Community Corner

City Council Inauguration Day 2010: A Retrospective

Patch turns the clock back two years and recalls the day the present council officially started.

When Democrats Len Torres, Fran Adelson and Scott Mandel are sworn in at the City Council inauguration at noon New Year’s Day, will it be anything like the last ceremony two years ago?

Held on Sunday, Jan. 3, 2010, every seat was taken and scores of spectators stood in the sixth-floor council chambers at City Hall as second-term Republican council member John McLaughlin, first-term Democrats Mike Fagen and Len Torres and the new City Court judge, Frank Dikranis, were sworn in.
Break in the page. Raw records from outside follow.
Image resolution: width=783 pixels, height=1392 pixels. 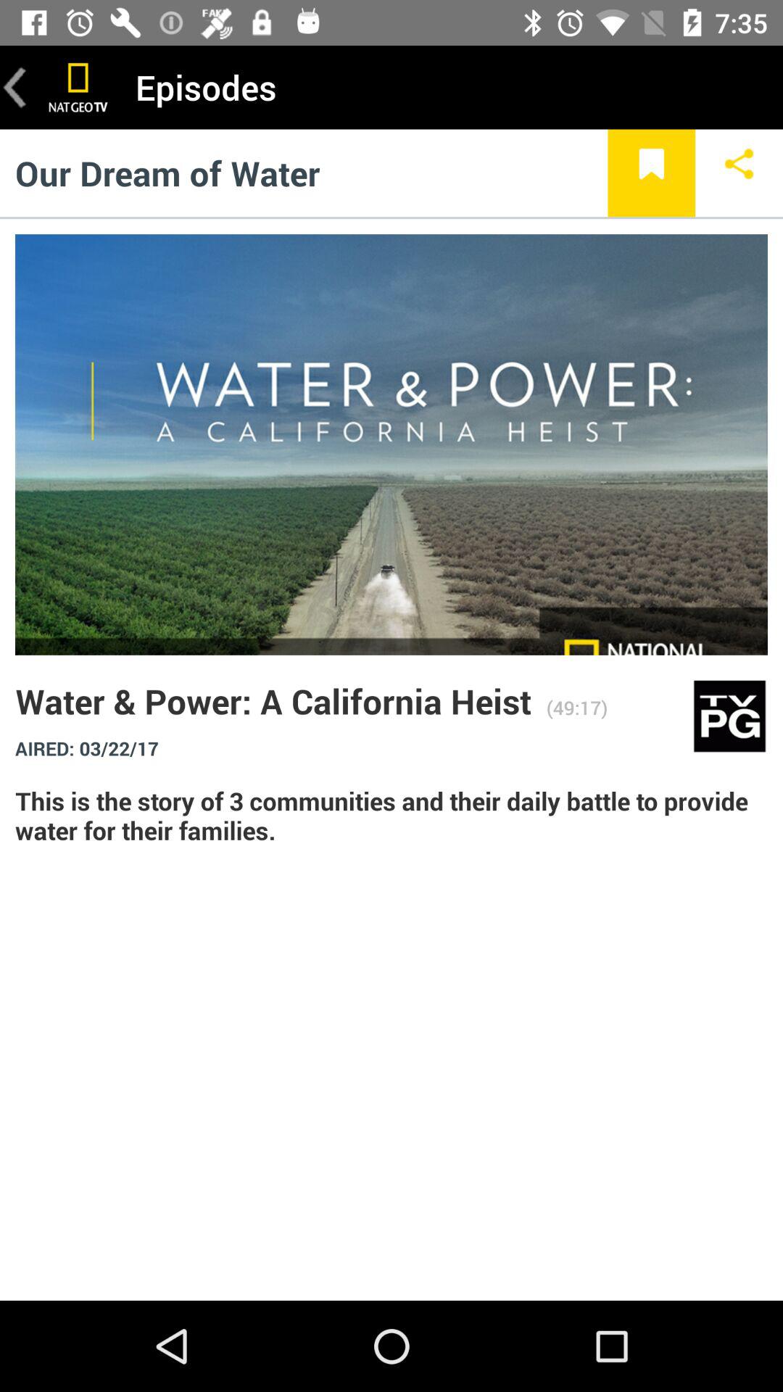 I want to click on choose icon below the episodes, so click(x=651, y=173).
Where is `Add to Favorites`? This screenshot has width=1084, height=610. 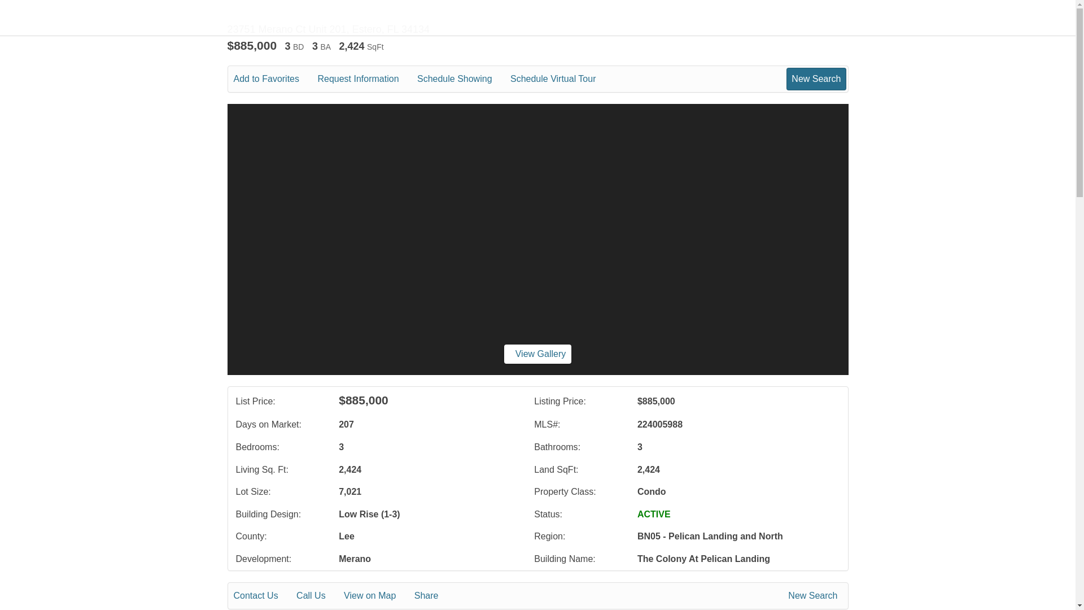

Season Long Beach political observers tried to recall when they had last witnessed such a large turnout at an inauguration ceremony for the then 87-year-old City Council.

“It was incredible, just wild,” Larry Elovich, the city’s Democratic leader during the 1960s who had attended 25 previous City Council ceremonies, said at the time. “I’d never seen anything like it.”

McLaughlin and Fagen, who had the two highest vote totals in the at-large November election in 2009, captured four-year terms, while Torres won a two-year seat. With McLaughlin’s re-election, Republicans retained a 3-2 council majority, which included President Thomas Sofield Jr. and Vice President Mona Goodman. Democrats Lenny Remo and Denise Tangney had stepped down. Issues ranging from taxes to parking to boardwalk rehabilitation took center stage during the campaign.

On the campaign trail, McLaughlin, a retired FDNY lieutenant who was working then on his master’s degree in fine arts at Queens College, pledged to reduce taxes, to continue moving part-time city employees to full-time status and to hire more storm management consultants. “I really want to continue doing what we’ve been doing to keep working on the infrastructure of the city,” he said then.

Among the prominent officials in the audience that day was newly-elected Nassau County Executive Ed Mangano, to whom Fagen and Torres extended an invitation as a sign of bipartisanship that Fagen said he hoped could extend to the city administration.  

During the campaign, Fagen vowed to bring greater transparency to city government, and to end what he called City Hall’s “friends-and-family program,” charging that the city hires employees’ unqualified acquaintances and relatives.

He also proposed adding non-tax revenue streams, including an Adopt-A-Highway program, in which businesses would sponsor sections of a newly constructed boardwalk, and naming-rights deals with corporations to finance the ice arena and Recreation Center.

“We’d like to bring some special events to the city, to the beach this summer,” Fagen said. “And Len is working on some lucrative grants, and all in all we’d like to bring some fair and open government back to the city.”

“Affordability” was Torres’s campaign mantra, as he promised to cut spending on city employees’ overtime and to consolidate and streamline services. He highlighted the fact that he was the first Hispanic candidate to run for a City Council seat.

“As a Latino, the Hispanic community was very supportive of me, but they didn’t get me into office — it was all of Long Beach,” said Torres, a  retired teacher and administrator. “Now, as a council member, I represent all of Long Beach.”

In a meeting after the ceremonies concluded, the new City Council voted to retain Goodman as vice president and Sofield as president, in spite of an effort by Fagen to nominate Goodman as president.